A Tableau Web Data Connector (WDC) to pull data from InfluxDB
Github Repository: https://gh.neting.cc/tagyoureit/InfluxDB_WDC
- 1.4 - Added protocol
https+influxdb:\
per Issue #4. - 1.3 - Additional error logging.
- 1.2 - Added support for special characters -
(space)
,,
,\ and /
,' and "
,-
and other special characters. - 1.1 - When editing a connection, the previous values will be restored (except for the password). Increased, and dismissible, alert information. Formatting of # of rows returned with ",".
- 1.0 - Initial version
-
npm install influxdb_wdc OR
-
Download the files and put them in a local web server.
-
Open in Tableau 10.2+ and point to your URL.
This is hosted by Github Pages. To use it, open Tableau (10.2+), select "Web Data Connector" and point to this URL: https://tagyoureit.github.io/InfluxDB_WDC/InfluxDB.html
If you use authorization on your InfluxDB, you can click the link to reload the page with the username/password fields. Alternatively, add ?auth=true
or ?auth=false
to the end of the URL to access these directly.
- Basic Auth or no Auth
- Full or Incremental refresh
- Row count for extract creation progress
Tableau works great with time data, but time series metrics can be a challenge. The most metrics you can have on a single graph is 2 (with Dual Axis). If you want to show many metrics you'll want to create a dashboard with individual measurements.
Aggregation is a great way to be able to do a row-level join on time series data that would otherwise not be joinable. When you aggregate to any interval, Influx will "fill in" the missing values with nulls. This should enable an inner join where you can use all of your data from a single Tableau Data Source. In Tableau, use your table with earliest/latest dates and then connect to it with a left-outer join.
Aggregation can significantly decrease (or increase) the number of data points that are returned. If your DB stores 1000 measurements per second, and aggregate up to the minute you'll reduce the data by 59,999 points per minute. On the other hand, if you store 1 measurement per hour and aggregate by the milli-second you'll pull an extra 59,999 data points per minute.
If you don't aggregate the measurements, then you will likely want to create a separate Tableau Data Source for each measurement.
By default, Tableau will try to SUM all of your measurements. If you bring data back and try to display it in Tableau at a higher level aggregation (eg you collect temperature readings every 20 minutes) and graph this at an hourly measurement, you may see you steady 80 degrees appear as 240 degrees!
Currently, the admin user is needed to populate the list of databases. Once the extract is created if you want to refresh it you can enter a read (or write) only user account in Tableau.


Task objective: Where a record contains an image, leave the image out and print the rest exactly.

Data records for software interfaces:
= = =
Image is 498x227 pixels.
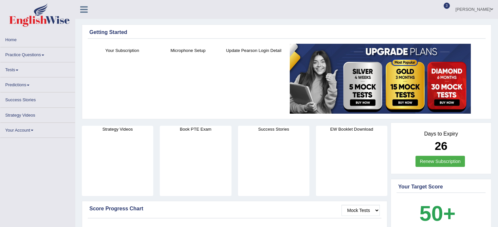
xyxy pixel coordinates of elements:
[224,47,283,54] h4: Update Pearson Login Detail
[290,44,470,114] img: small5.jpg
[93,47,152,54] h4: Your Subscription
[434,140,447,152] b: 26
[158,47,218,54] h4: Microphone Setup
[316,126,387,133] h4: EW Booklet Download
[0,108,75,121] a: Strategy Videos
[0,62,75,75] a: Tests
[89,28,484,36] div: Getting Started
[0,32,75,45] a: Home
[160,126,231,133] h4: Book PTE Exam
[443,3,450,9] span: 3
[398,183,484,191] div: Your Target Score
[0,93,75,105] a: Success Stories
[238,126,309,133] h4: Success Stories
[0,123,75,136] a: Your Account
[415,156,465,167] a: Renew Subscription
[0,78,75,90] a: Predictions
[0,47,75,60] a: Practice Questions
[398,131,484,137] h4: Days to Expiry
[82,126,153,133] h4: Strategy Videos
[89,205,380,213] div: Score Progress Chart
[419,202,455,226] b: 50+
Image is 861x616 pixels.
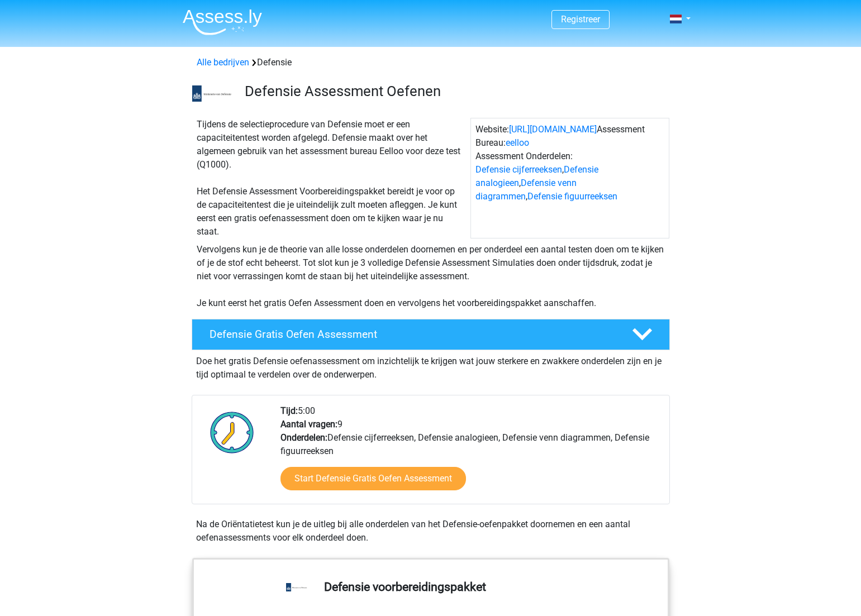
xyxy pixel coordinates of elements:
[191,350,670,381] div: Doe het gratis Defensie oefenassessment om inzichtelijk te krijgen wat jouw sterkere en zwakkere ...
[476,164,598,188] a: Defensie analogieen
[280,406,297,416] b: Tijd:
[272,404,669,503] div: 5:00 9 Defensie cijferreeksen, Defensie analogieen, Defensie venn diagrammen, Defensie figuurreeksen
[561,14,600,25] a: Registreer
[280,467,466,490] a: Start Defensie Gratis Oefen Assessment
[509,124,596,135] a: [URL][DOMAIN_NAME]
[204,404,260,460] img: Klok
[196,57,249,67] a: Alle bedrijven
[191,517,670,545] div: Na de Oriëntatietest kun je de uitleg bij alle onderdelen van het Defensie-oefenpakket doornemen ...
[280,432,327,443] b: Onderdelen:
[476,177,577,201] a: Defensie venn diagrammen
[280,419,338,430] b: Aantal vragen:
[505,137,529,148] a: eelloo
[192,243,669,310] div: Vervolgens kun je de theorie van alle losse onderdelen doornemen en per onderdeel een aantal test...
[209,328,614,341] h4: Defensie Gratis Oefen Assessment
[527,191,617,201] a: Defensie figuurreeksen
[187,319,675,350] a: Defensie Gratis Oefen Assessment
[182,9,262,35] img: Assessly
[470,117,669,238] div: Website: Assessment Bureau: Assessment Onderdelen: , , ,
[192,117,470,238] div: Tijdens de selectieprocedure van Defensie moet er een capaciteitentest worden afgelegd. Defensie ...
[476,164,562,175] a: Defensie cijferreeksen
[245,83,661,100] h3: Defensie Assessment Oefenen
[192,56,669,69] div: Defensie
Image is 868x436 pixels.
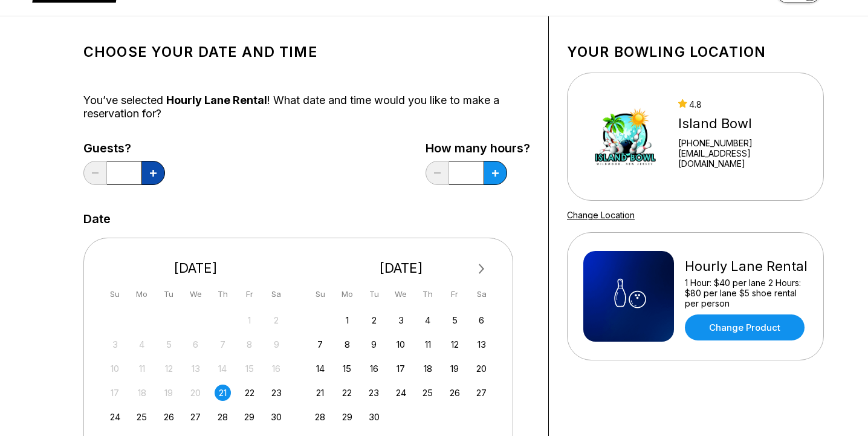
= = =
Result:
Image is 498x227 pixels.
xyxy pixel coordinates of elements:
[224,47,283,54] h4: Update Pearson Login Detail
[290,44,470,114] img: small5.jpg
[93,47,152,54] h4: Your Subscription
[434,140,447,152] b: 26
[158,47,218,54] h4: Microphone Setup
[316,126,387,133] h4: EW Booklet Download
[0,108,75,121] a: Strategy Videos
[0,62,75,75] a: Tests
[89,28,484,36] div: Getting Started
[0,32,75,45] a: Home
[160,126,231,133] h4: Book PTE Exam
[443,3,450,9] span: 3
[398,183,484,191] div: Your Target Score
[0,93,75,105] a: Success Stories
[238,126,309,133] h4: Success Stories
[0,123,75,136] a: Your Account
[415,156,465,167] a: Renew Subscription
[0,78,75,90] a: Predictions
[0,47,75,60] a: Practice Questions
[398,131,484,137] h4: Days to Expiry
[82,126,153,133] h4: Strategy Videos
[89,205,380,213] div: Score Progress Chart
[419,202,455,226] b: 50+
Image is 861x616 pixels.
xyxy pixel coordinates of elements:
[191,350,670,381] div: Doe het gratis Defensie oefenassessment om inzichtelijk te krijgen wat jouw sterkere en zwakkere ...
[476,164,598,188] a: Defensie analogieen
[280,406,297,416] b: Tijd:
[272,404,669,503] div: 5:00 9 Defensie cijferreeksen, Defensie analogieen, Defensie venn diagrammen, Defensie figuurreeksen
[561,14,600,25] a: Registreer
[280,467,466,490] a: Start Defensie Gratis Oefen Assessment
[509,124,596,135] a: [URL][DOMAIN_NAME]
[204,404,260,460] img: Klok
[196,57,249,67] a: Alle bedrijven
[191,517,670,545] div: Na de Oriëntatietest kun je de uitleg bij alle onderdelen van het Defensie-oefenpakket doornemen ...
[280,432,327,443] b: Onderdelen:
[476,177,577,201] a: Defensie venn diagrammen
[280,419,338,430] b: Aantal vragen:
[505,137,529,148] a: eelloo
[192,243,669,310] div: Vervolgens kun je de theorie van alle losse onderdelen doornemen en per onderdeel een aantal test...
[209,328,614,341] h4: Defensie Gratis Oefen Assessment
[527,191,617,201] a: Defensie figuurreeksen
[187,319,675,350] a: Defensie Gratis Oefen Assessment
[182,9,262,35] img: Assessly
[470,117,669,238] div: Website: Assessment Bureau: Assessment Onderdelen: , , ,
[192,117,470,238] div: Tijdens de selectieprocedure van Defensie moet er een capaciteitentest worden afgelegd. Defensie ...
[476,164,562,175] a: Defensie cijferreeksen
[245,83,661,100] h3: Defensie Assessment Oefenen
[192,56,669,69] div: Defensie
Image is 868x436 pixels.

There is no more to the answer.